What is needed
Send back exactly the lines from the opening line of the records below through the one with "Task: Click on the shortcut-hints: 在打开的文件之间切换".

Records to process
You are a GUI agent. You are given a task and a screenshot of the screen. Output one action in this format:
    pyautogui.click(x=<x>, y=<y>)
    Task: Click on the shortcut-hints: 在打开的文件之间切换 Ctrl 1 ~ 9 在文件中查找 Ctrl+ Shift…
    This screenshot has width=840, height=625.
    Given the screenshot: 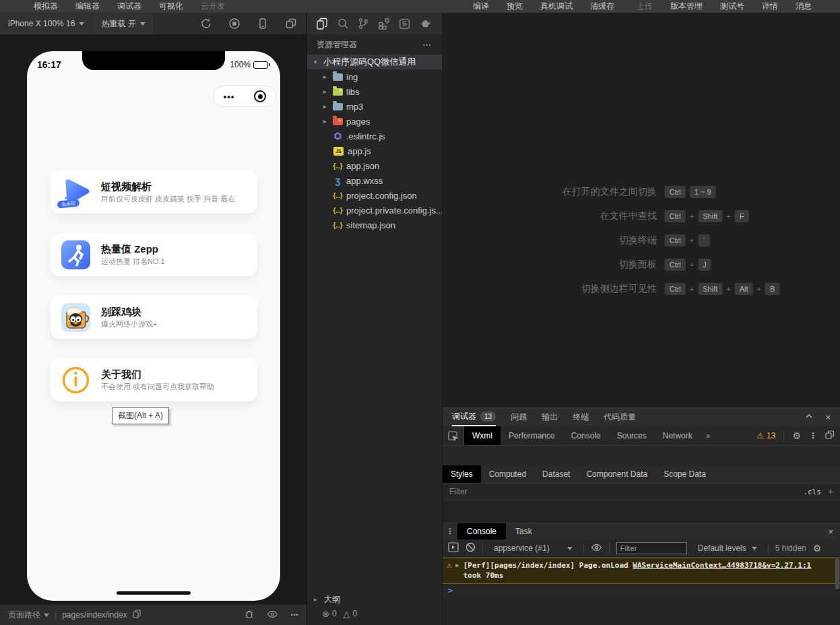 What is the action you would take?
    pyautogui.click(x=641, y=240)
    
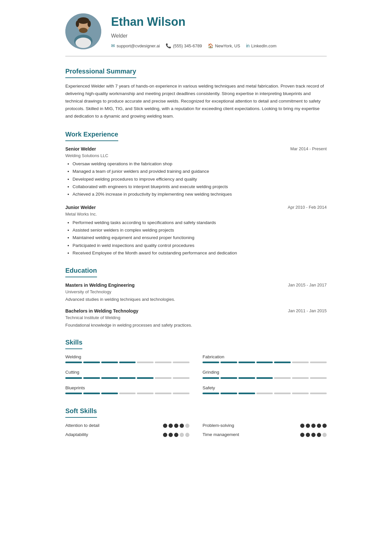 The width and height of the screenshot is (392, 550). What do you see at coordinates (265, 357) in the screenshot?
I see `skill-label: Fabrication` at bounding box center [265, 357].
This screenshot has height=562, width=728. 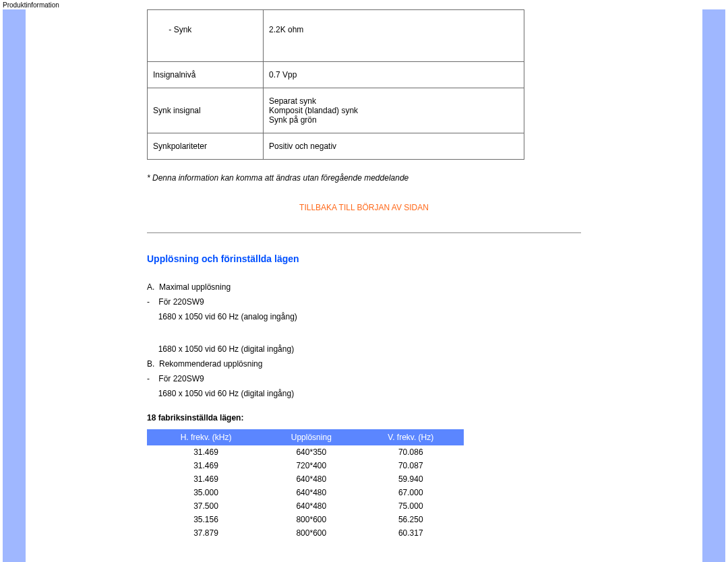 I want to click on modes-cell: 70.086, so click(x=411, y=453).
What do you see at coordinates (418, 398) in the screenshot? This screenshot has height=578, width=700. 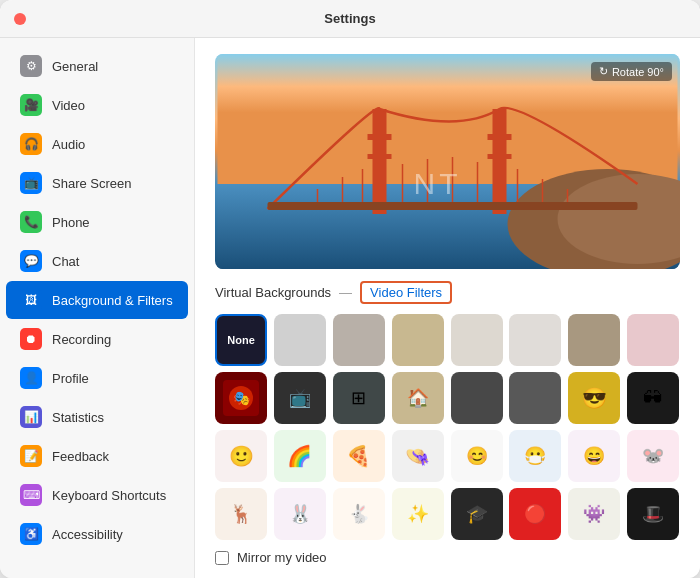 I see `filter-11: 🏠` at bounding box center [418, 398].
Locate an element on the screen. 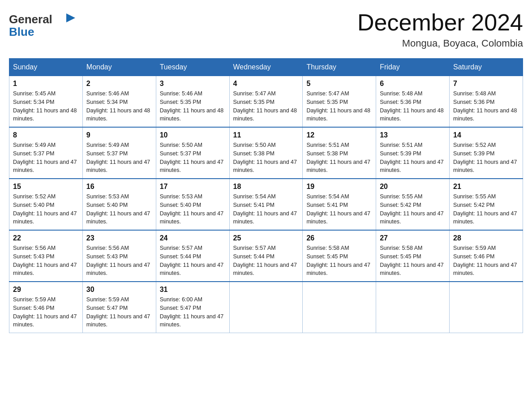 The image size is (532, 411). day-number: 9 is located at coordinates (119, 135).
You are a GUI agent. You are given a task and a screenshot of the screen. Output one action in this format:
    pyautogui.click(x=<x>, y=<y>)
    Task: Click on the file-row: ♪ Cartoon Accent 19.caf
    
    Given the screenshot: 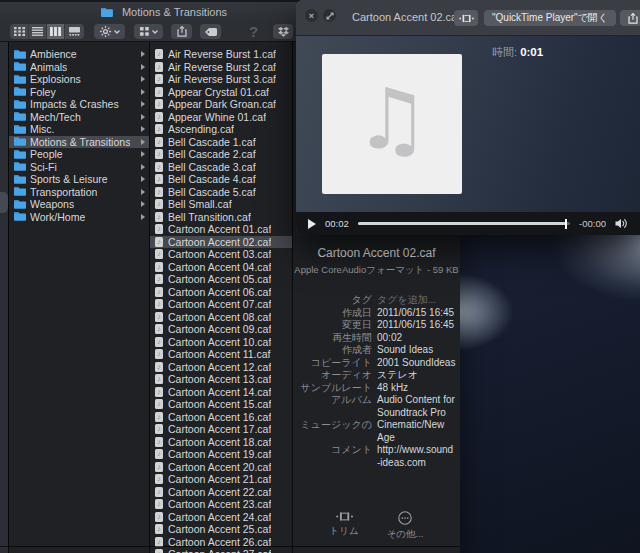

Solution to this problem
You are a GUI agent. You are given a task and a screenshot of the screen. Output one action in this format:
    pyautogui.click(x=<x>, y=<y>)
    Task: Click on the shortcut-hints: 在打开的文件之间切换 Ctrl 1 ~ 9 在文件中查找 Ctrl+ Shift…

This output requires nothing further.